• Warning: Spoilers
    LIU Ye's portrayal of young Mao is romanticised beyond belief, in scenes like the New Year Eve firework. It's generally known that Mao is just as much as womanizer as Jack and Bill, maybe with a little more kinship to Jack in their shared interest in movie stars, rather than to Bill's poor taste.

    The selling point of star-gazing is also stretched to the limit. The culminating climax of the movie, the meeting that establishes the Chinese Communist Party, is set in a aesthetically unsurpassed scene: on a boat drifting on an idyllic, serenely misty lake that might have been lifted directly out of the frame of a traditional Chinese painting. What you'll likely remember from this scene is not the rousing sentiments of the men inside the boat cabin, but of beautiful ZHOU Xun (who cares what character she plays) at the front, in elegant period dress holding a parasol, a bewitching goddess of love and loveliness.

    Just like "The founding of a republic" (2009), this movie is populated with a proliferation of Who's Who in ethnic Chinese movie world today, to the extent that to the general audience, their names may mean more than the names of the characters they play. The movie is not difficult to follow at least in the sense that events are presented in a linear and chronological manner, compared with the stock of temporally scrambled works we have become so used to. How much is recognized depend on how familiar one is what this part of Chinese history. But when the names (which appear on the screen at the characters' first appearance) are missed or not recognized, one probably surmises that in a movie of this sort, if they are played by the likes of Andy Lau or Daniel Wu, they must be good guys.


Problem requirements: Find how many lines of the listing include the string "Papers", and report only that figure.
----- Supplied entries
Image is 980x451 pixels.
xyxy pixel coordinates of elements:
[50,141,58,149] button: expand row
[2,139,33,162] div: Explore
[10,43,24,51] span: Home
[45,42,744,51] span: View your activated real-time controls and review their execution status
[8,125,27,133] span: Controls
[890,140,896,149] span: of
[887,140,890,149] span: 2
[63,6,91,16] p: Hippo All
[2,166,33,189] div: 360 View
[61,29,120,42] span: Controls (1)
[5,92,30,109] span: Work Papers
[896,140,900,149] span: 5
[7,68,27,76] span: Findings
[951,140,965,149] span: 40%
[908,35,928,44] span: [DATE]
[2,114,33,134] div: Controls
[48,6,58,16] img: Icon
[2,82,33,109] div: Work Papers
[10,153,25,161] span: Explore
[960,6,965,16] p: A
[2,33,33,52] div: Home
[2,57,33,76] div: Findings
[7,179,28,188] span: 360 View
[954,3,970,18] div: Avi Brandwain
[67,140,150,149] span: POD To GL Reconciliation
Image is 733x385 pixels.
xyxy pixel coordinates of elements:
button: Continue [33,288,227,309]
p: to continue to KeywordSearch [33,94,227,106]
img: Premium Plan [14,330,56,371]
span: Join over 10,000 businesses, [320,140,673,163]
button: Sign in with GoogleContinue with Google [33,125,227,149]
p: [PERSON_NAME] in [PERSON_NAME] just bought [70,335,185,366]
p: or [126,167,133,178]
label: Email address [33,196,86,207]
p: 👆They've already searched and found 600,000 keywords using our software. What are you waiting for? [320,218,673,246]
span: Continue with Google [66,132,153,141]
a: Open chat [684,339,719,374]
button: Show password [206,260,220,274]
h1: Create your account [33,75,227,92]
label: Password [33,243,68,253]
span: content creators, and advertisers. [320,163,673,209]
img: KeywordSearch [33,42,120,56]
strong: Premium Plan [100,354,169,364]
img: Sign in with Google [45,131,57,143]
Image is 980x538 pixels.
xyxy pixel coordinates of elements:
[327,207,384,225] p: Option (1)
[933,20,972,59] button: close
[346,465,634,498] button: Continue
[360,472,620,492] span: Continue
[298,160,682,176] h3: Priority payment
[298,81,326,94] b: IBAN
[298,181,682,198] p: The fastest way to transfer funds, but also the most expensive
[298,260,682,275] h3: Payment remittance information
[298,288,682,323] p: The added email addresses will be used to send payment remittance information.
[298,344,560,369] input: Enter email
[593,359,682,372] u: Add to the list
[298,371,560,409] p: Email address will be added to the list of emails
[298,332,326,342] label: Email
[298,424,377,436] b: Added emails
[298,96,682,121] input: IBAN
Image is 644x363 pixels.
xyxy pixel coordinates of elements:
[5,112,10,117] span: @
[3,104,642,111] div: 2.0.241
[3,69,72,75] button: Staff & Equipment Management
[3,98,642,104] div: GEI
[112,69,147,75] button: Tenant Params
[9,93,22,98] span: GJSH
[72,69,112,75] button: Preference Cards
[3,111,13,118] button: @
----------
Task solution: 2